Policies That Pull Us Apart
It’s not just the hustle culture. The systems we live in are designed to keep us disconnected. And I mean that quite literally.
Residential segregation, redlining, and freeway construction tore through Black and Brown communities. We were physically cut off from each other. Immigration policies ripped families apart at the border. And don’t even get me started on mass incarceration. So many of our fathers, brothers, sons, and partners locked up while families are left to pick up the pieces.
Then there’s gerrymandering and voter suppression that keep our voices from being heard. Economic policies that let the rich get richer while the rest of us are out here figuring out if we can afford groceries and therapy in the same week.
It’s all connected. These systems are built to keep us tired, mistrustful, and divided. Because divided people don’t rise up. Divided people don’t have time for healing circles or cookouts or third spaces.
The Loss of Wisdom and the Rise of Loneliness
There used to be a time when our elders sat on porches and told stories. When our auntie had remedies for your heartbreak and your grandma had advice for your marriage. Now we put our elders in nursing homes, far away from daily life. We treat them like they’re in the past instead of part of the present.
And we pay the price for that.
We lose our history. We lose our grounding. We lose people who know how to remind us who we are when the world tries to make us forget.
Capitalism doesn’t care about grandma’s wisdom. It cares if she’s a “productive member of society.” And when we start to believe that too, we lose something sacred.
Patriarchy Playing Its Part
Let’s talk about how patriarchy sneaks in here too. It teaches men to bottle things up, keep it pushing, and avoid vulnerability at all costs. It teaches women to shrink, to carry the emotional weight of everyone around them, and to sacrifice their needs for others.
So what we end up with are relationships full of miscommunication, power struggles, emotional detachment, and resentment.
Patriarchy makes it hard to trust. Hard to open up. Hard to be seen. It rewards emotional distance and punishes softness. And let’s be real, connection cannot survive in that kind of environment.
Divide and Conquer
Every oppressive system you can think of (racism, capitalism, patriarchy) have all thrived by keeping people apart. They exploit our differences. They convince us to compete instead of collaborate. They limit our access to resources and then turn around and say it’s our fault for not working hard enough.
They create “us versus them” narratives and sell them as truth. And the more divided we become, the easier we are to control.
So if you have been wondering why it feels like everyone is fending for themselves out here, it is not just in your head.

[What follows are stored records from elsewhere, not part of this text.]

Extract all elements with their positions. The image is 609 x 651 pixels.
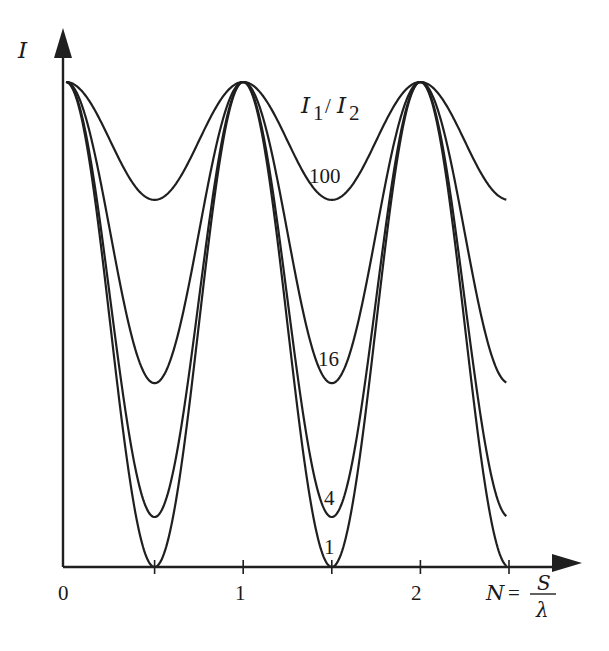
svg-text:I: I [300,92,311,118]
tick-label-1: 1 [235,581,246,605]
curve-label-1: 1 [324,535,335,559]
tick-label-2: 2 [411,581,422,605]
curve-1 [66,82,506,567]
curve-label-100: 100 [309,164,341,188]
svg-text:2: 2 [349,101,360,125]
legend-title: I 1 / I 2 [300,92,360,125]
curve-label-4: 4 [324,486,335,510]
x-axis-arrow-icon [552,554,582,572]
svg-text:I: I [336,92,347,118]
svg-text:λ: λ [535,598,549,622]
intensity-curves [66,82,506,567]
svg-text:=: = [508,581,520,605]
curve-label-16: 16 [318,347,339,371]
y-axis-label: I [17,37,28,63]
svg-text:/: / [325,94,331,118]
x-axis-label: N = S λ [485,571,556,622]
curve-4 [66,82,506,517]
y-axis-arrow-icon [54,28,72,58]
svg-text:N: N [485,581,505,605]
tick-label-0: 0 [58,581,69,605]
svg-text:1: 1 [313,101,324,125]
curve-16 [66,82,506,383]
interference-chart: I 0 1 2 N = S λ I 1 / I 2 100 16 4 1 [0,0,609,651]
svg-text:S: S [537,571,551,595]
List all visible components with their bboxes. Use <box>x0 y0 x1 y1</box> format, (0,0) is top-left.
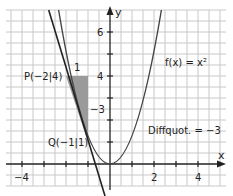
point-q-label: Q(−1|1) <box>48 137 88 149</box>
delta-y-label: −3 <box>90 104 105 115</box>
x-axis-label: x <box>218 149 225 162</box>
delta-x-label: 1 <box>74 62 80 73</box>
grid <box>6 10 226 186</box>
x-tick-label-4: 4 <box>195 172 201 183</box>
point-p-label: P(−2|4) <box>24 71 62 83</box>
diff-quotient-label: Diffquot. = −3 <box>148 125 221 136</box>
function-label: f(x) = x² <box>165 57 207 68</box>
x-tick-label-2: 2 <box>151 172 157 183</box>
coordinate-diagram: y x −4 2 4 6 4 P(−2|4) Q(−1|1) 1 −3 f(x)… <box>0 0 233 196</box>
y-tick-label-4: 4 <box>97 71 103 82</box>
y-tick-label-6: 6 <box>97 27 103 38</box>
x-tick-label-neg4: −4 <box>14 172 29 183</box>
y-axis-label: y <box>115 6 122 19</box>
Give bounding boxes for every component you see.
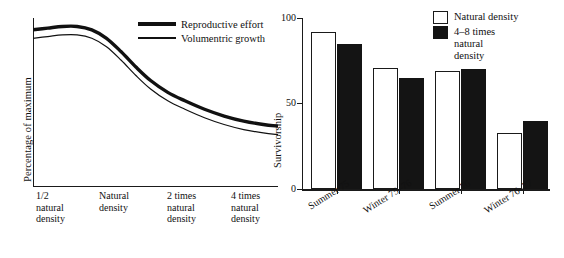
bar-summer-75-filled	[337, 44, 362, 189]
y-tick-label-50: 50	[270, 97, 296, 108]
x-tick-line2: natural	[36, 202, 65, 214]
x-group-tick-mark	[337, 189, 338, 194]
left-x-tick-labels: 1/2 natural density Natural density 2 ti…	[33, 190, 283, 252]
x-tick-label: 1/2 natural density	[36, 190, 65, 225]
x-tick-line1: 4 times	[231, 190, 260, 202]
x-tick-label: 2 times natural density	[167, 190, 196, 225]
y-tick-label-100: 100	[270, 12, 296, 23]
bar-winter-75-76-open	[373, 68, 398, 189]
x-tick-line2: natural	[167, 202, 196, 214]
bar-winter-75-76-filled	[399, 78, 424, 189]
x-group-tick-mark	[399, 189, 400, 194]
legend-label: Natural density	[454, 11, 518, 23]
open-square-swatch-icon	[433, 11, 448, 24]
figure-root: Percentage of maximum Reproductive effor…	[0, 0, 564, 258]
x-tick-line1: 1/2	[36, 190, 65, 202]
left-legend: Reproductive effort Volumentric growth	[138, 17, 280, 45]
legend-item-4-8-times-natural-density: 4–8 times natural density	[433, 26, 561, 63]
x-tick-line3: density	[36, 213, 65, 225]
x-tick-line3: density	[167, 213, 196, 225]
x-tick-label: Natural density	[99, 190, 129, 213]
legend-item-reproductive-effort: Reproductive effort	[138, 17, 280, 31]
bar-winter-76-77-open	[497, 133, 522, 189]
legend-label-line2: natural	[454, 38, 495, 50]
x-tick-line2: natural	[231, 202, 260, 214]
bar-summer-76-filled	[461, 69, 486, 189]
bar-summer-76-open	[435, 71, 460, 189]
x-tick-line3: density	[231, 213, 260, 225]
y-tick-mark-100	[297, 18, 302, 19]
thin-line-swatch-icon	[138, 37, 176, 38]
x-tick-line1: 2 times	[167, 190, 196, 202]
filled-square-swatch-icon	[433, 26, 448, 39]
y-tick-mark-50	[297, 103, 302, 104]
x-group-tick-mark	[523, 189, 524, 194]
right-legend: Natural density 4–8 times natural densit…	[433, 11, 561, 65]
left-y-axis-label: Percentage of maximum	[22, 77, 33, 182]
bar-summer-75-open	[311, 32, 336, 189]
legend-item-natural-density: Natural density	[433, 11, 561, 24]
x-tick-line1: Natural	[99, 190, 129, 202]
legend-item-volumentric-growth: Volumentric growth	[138, 31, 280, 45]
legend-label-line3: density	[454, 50, 495, 62]
x-group-tick-mark	[461, 189, 462, 194]
x-tick-label: 4 times natural density	[231, 190, 260, 225]
right-x-tick-labels: Summer 75 Winter 75–76 Summer 76 Winter …	[282, 192, 564, 258]
legend-label-line1: Natural density	[454, 11, 518, 22]
legend-label: Reproductive effort	[181, 19, 263, 30]
legend-label: Volumentric growth	[181, 33, 265, 44]
x-tick-line2: density	[99, 202, 129, 214]
thick-line-swatch-icon	[138, 22, 176, 26]
y-tick-mark-0	[297, 189, 302, 190]
line-chart-panel: Percentage of maximum Reproductive effor…	[0, 0, 282, 258]
legend-label: 4–8 times natural density	[454, 26, 495, 63]
legend-label-line1: 4–8 times	[454, 26, 495, 38]
right-y-axis-label: Survivorship	[272, 113, 283, 168]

These systems are working exactly as intended.
So What Now?
I don’t say all this to leave you feeling hopeless. I say it so you know you’re not alone in feeling this ache for something deeper. Something real.
The world is loud with distractions. But deep down, so many of us are craving a return to us. A return to interdependence. A return to communal living, shared joy, shared meals, and shared healing.
So here’s what I want you to do:
Leave a comment and tell me who your people are. Where do you feel the most seen, the most held, the most human?
Share this blog with someone you love. Someone who needs a reminder that they are not alone in feeling disconnected.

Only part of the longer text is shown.